By the time I hit 14-years-old, I had only lived in Santa Fe for two years. Growing up in Los Angeles, I still wasn’t used to a smaller city with a slower pace and trying to make new friends. Additionally, my mother had decided to homeschool my brother and I that year, which meant the whole time period was really more of an exercise in loneliness and hurt feelings.
In an effort to get literally any time outside of the house at all, I felt a volunteer position someplace would be good for me and round out the homeschooling experience. I’d move on to working with nonprofits like Shakespeare in Santa Fe and Warehouse 21, and contribute to the Santa Fe New Mexican and take classes at the Santa Fe Community College, that year, my spring, summer and winter were spent volunteering at the Santa Fe Children’s Museum—and it was glorious.
It was probably naïveté that led me to believe I’d be manning the bubble table. petting the museum animals, and clamoring up the climbing wall eight hours a day. What ultimately followed was not just my learning a thing or two about how nonprofits work and how hard work works, it was—as cheesy as this sounds— a journey of vital self-discovery.
Volunteering with the Santa Fe Children’s Museum not only brought me a feeling of connection with coworkers and the families who attended the space regularly, but it also proved to offer some early insights into community, camaraderie, and doing something in the service of ideas greater than myself – not for material reward, but also for emotional enrichment and in the best interest of the people. I learned so much about the world through my time at the Santa Fe Children’s Museum, particularly how to form and apply my own set of values, all of which I adhere to to this day.
Years later I’d visit with friends and their children, amazed by the improvements of the space, yet still struck with that familiar pang of nostalgia. We’d watch some young family laugh at their massive bubbles, work in the public garden, while learning about science, playing…connecting.

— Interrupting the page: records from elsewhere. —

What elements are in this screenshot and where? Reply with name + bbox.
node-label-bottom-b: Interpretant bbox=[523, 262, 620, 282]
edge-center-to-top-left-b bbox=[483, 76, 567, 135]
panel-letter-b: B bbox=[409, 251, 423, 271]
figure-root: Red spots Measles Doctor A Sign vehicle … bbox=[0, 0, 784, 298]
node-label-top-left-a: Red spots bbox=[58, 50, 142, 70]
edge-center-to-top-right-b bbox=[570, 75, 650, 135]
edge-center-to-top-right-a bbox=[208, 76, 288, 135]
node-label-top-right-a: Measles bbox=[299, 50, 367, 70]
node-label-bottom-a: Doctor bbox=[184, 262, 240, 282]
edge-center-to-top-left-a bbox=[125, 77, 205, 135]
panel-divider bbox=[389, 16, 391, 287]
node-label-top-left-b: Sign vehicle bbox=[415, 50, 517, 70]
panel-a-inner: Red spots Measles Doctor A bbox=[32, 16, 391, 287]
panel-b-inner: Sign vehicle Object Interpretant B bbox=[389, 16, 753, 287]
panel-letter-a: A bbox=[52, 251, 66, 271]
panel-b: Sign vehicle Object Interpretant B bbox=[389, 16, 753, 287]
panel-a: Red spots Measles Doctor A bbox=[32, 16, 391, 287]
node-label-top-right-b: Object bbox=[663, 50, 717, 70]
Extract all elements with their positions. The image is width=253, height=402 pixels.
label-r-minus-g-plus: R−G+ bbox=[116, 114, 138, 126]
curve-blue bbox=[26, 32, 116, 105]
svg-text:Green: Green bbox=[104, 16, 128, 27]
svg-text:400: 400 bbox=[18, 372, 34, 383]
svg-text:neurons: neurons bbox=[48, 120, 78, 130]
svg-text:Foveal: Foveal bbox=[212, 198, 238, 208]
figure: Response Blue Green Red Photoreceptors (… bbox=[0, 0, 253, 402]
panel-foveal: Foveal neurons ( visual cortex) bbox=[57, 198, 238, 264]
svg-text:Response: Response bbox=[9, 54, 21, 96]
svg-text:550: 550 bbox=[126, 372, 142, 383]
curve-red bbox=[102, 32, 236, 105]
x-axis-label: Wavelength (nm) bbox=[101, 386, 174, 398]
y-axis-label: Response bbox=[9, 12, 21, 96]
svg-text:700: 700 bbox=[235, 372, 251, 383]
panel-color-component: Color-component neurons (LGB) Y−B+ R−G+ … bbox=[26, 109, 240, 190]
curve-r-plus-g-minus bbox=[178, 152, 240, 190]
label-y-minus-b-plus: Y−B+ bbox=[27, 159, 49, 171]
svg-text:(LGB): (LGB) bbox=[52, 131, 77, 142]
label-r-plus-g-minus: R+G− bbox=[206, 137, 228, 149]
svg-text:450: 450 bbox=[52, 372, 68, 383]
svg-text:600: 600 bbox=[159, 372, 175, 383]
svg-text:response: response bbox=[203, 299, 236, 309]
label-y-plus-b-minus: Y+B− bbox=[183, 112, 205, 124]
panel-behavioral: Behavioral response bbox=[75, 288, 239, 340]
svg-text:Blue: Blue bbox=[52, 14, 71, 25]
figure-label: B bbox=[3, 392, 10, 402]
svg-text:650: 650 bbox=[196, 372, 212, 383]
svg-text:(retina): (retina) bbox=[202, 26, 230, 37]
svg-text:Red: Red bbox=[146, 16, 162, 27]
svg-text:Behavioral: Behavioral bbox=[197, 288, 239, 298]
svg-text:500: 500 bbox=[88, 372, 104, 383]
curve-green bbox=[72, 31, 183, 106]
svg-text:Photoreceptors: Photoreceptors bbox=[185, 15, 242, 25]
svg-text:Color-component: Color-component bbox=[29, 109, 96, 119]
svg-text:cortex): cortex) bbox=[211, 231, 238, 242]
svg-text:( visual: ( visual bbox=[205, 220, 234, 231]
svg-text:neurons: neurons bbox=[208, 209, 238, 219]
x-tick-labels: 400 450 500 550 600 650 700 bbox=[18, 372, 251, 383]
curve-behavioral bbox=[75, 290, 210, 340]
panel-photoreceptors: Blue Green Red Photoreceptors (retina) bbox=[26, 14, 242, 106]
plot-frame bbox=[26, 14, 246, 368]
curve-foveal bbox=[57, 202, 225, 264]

Even more recently, hearing of more detailed programming in community agriculture, astronomy, biology, and other sciences makes me glad, and it reinforces my belief in the power of play for people of all ages.
It is not hyperbole to say that nearly all of the wonderful things that have happened to me since I relocated to New Mexico –– a career in journalism, a deeper appreciation for community and an enduring love of Santa Fe—would not have come to pass had I not walked through that Museum door, stood nervously in that office and meekly sputtered out, ‘Hi, umm, I’m here to hold the snakes.”